This method begins with aligning the system’s function to existing organization- or system-level key performance indicators, i.e., the things it must do well to succeed. These key performance indicators are then used as the framework for conducting the strengths and weaknesses assessment.
After assessing strengths and weaknesses, you will want to compile them into one or two finalized lists and rate them based on how they contribute to or detract from the system’s success. Place those that have the most significant effect at the top of each list and list the others in order to the ones that have only a very minor impact. This will help you to determine which strengths and weaknesses are most important to address when creating strategic objectives later in the process. You will be focusing on further enhancing the strengths that have the most significant impact and addressing the weakness that causes the most problems first, working your way down the list over time.
- What is the unique value-producing features of the system?
Features that create value are a mix of human talents combined with organizational processes and technologies in ways that provide superior value. Value-producing core competencies are those aspects or functions of your team system that help you to provide value to system output and separate you from the competition.
Assess where these features fall within the supersystem processing cycle and how many consumers benefit from them (either other team systems or end-state consumers). These are your system’s value-producing core competencies. Many systems undergoing this process may find that they do not possess value-producing competencies; when this is the case, look hard at segmenting usable roles from the system and transition those to another teams with value-producing features, and then remove the team system under examination from the environment.
- Where does the system fit into a higher-level supersystem?
There are generally four categories of systems here in the context of a higher-order system. Identify which type of role the system under examination is performing:
- Commodity/Broad Scope is characterized by providing low-cost featuresor processing to a broad and varied set of supersystems. Systems fitting into this model produce highly standardized, generically appealing output using efficient processes and lowest cost relationships with other system
- Differentiation/Broad Scope is characterized by providing attributes so unique to several supersystemsthat this team becomes a key processing unit with a high level of visibility.
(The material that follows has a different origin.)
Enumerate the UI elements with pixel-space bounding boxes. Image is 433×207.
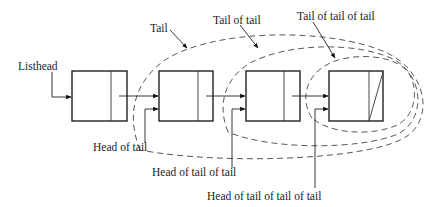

Systems fitting into this model can impact broad change and may be subject to conceptually different supersystem benefits.
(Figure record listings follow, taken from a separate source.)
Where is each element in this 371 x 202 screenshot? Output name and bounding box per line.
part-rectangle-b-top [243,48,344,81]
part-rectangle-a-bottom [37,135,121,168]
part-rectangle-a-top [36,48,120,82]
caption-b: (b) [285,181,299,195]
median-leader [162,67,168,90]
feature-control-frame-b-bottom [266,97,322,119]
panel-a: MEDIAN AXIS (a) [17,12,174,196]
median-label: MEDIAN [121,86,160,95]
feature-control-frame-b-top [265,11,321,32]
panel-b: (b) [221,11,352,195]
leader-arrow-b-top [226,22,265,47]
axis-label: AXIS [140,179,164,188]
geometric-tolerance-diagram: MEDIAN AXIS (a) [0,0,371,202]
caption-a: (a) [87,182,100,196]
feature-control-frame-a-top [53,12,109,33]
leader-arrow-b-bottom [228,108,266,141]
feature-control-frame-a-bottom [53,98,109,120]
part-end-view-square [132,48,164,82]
- Commodity /Narrow Scope is characterized by providing low-cost featuresapplied to a limited segment of supersystems. Teams in this context identify a narrow segment of a broad supersystem that exhibits different behavior than the broader base.
- Differentiation/Narrow Scope is characterized by team differentiation aimed at a much more focused set of features. Systems in this context focus on a limited set of attributes or roles and differentiate them more than other teams within the supersystem.
Determining what type of system strategy you will adopt will help you to determine the scope and direction of the team system. The narrower the team focus, the more the team can concern itself with just the features of the system under analysis, and the broader the scope, the more supersystem components will need to be analyzed and understood.
- Is there team- or feature-level redundancy?
The element of analysis is identifying the features of the team under examination and searching for redundant capabilities across the most accessible sets of other team systems. Part of defining a solution model is understanding how the system is positioned in a large continuum and deciding to either create duplicate features or to consolidate redundant functionality.